I bought the book she’d recommended, which was called The 30-Minute Cook, and I set to reading. Slater wasn’t just a knowledgeable chef; he was an evocative writer, too. I could open to any page at random and salivate. Here was Slater writing about aubergine-cheese sandwiches: “The cheese may ooze a little from the sides—just scoop it up with a palette knife and wipe it on the aubergines.” On cooking sausage for a sandwich: “Fry the sausage . . . till the skin is golden brown with a few black patches, and swollen to bursting.” On a chicken dish with garlic, cider, and cream: “A voluptuous, ivory coloured sauce that illustrates how sweet and mellow garlic can become when it is blanched.”

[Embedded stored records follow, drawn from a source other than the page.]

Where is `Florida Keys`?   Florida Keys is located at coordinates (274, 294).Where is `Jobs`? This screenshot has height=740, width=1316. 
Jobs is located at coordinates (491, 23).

I spent long hours poring over the book, imagining the dishes he narrated. Slater implied that most of them would turn out best if the cook had the right degree of nonchalance. (One recipe for carrots began: “If the oven is on anyway.”) Slater’s serving suggestions, in particular, conjured up an attainably sophisticated world of people who threw together a sensual meal for a lover on short notice. As he warned readers in an introduction, “Most of the recipes are for two. I know more people who eat in twos than in fours. Except at the weekend.” So an Indian spiced aubergine dish was described as a recipe “For 2 people as a quick, mildly spiced stew to be eaten with warm Indian breads”—and, at the end, a dollop of “thick natural yoghurt.” Chorizo and chickpeas were “A warming, frugal and hospitable supper, best eaten with a glass of cold beer.” And how could you not cook tomato and olive tarts in the face of Slater’s explanation that “These crisp, savoury tarts make a delightful outdoor summer lunch, especially with a bowl of green salad into which you have tossed some lightly cooked French beans. A bottle of rosé would not go down badly either.”
Most of the recipes weren’t even recipes, but rather brief descriptions of things you could do to food. Slater acknowledged this by calling lots of them “ways”, as in “some quick ways with spinach” or “An Italian way with peas.” It’s hard to explain what Slater meant by a way to someone who’s never read him. This is as close as I can get: Imagine you’re in the South of France for a week. Exploring the town, you find a butcher shop or a fishmonger, and the cuts of meat or the silvery fish in the windows tempt you inside. You buy a pound of shrimp, a packet of lamb chops, and you ask in halting French about the best way to cook your purchase. The answer you’d get in that shop in France was the exact style of Slater’s recipes. This is what he says to do with prawns: “You will need about 350g/12oz prawns for two people. They must be plump and in their shells. You can skewer them if you wish but I see little point. Lay the prawns flat on the grill pan, cook them over, or under, a high heat till pink for 3-4 minutes. Eat them while they are hot with a little softened, warmed butter.” Virtually all Slater’s recipes included a mouth-watering description, an unnecessarily opinionated aside, a dollop of instructional imprecision—and a generous knob of butter or glug of olive oil. At times I felt like I was listening to someone’s grandmother letting me in on the secret to a family recipe.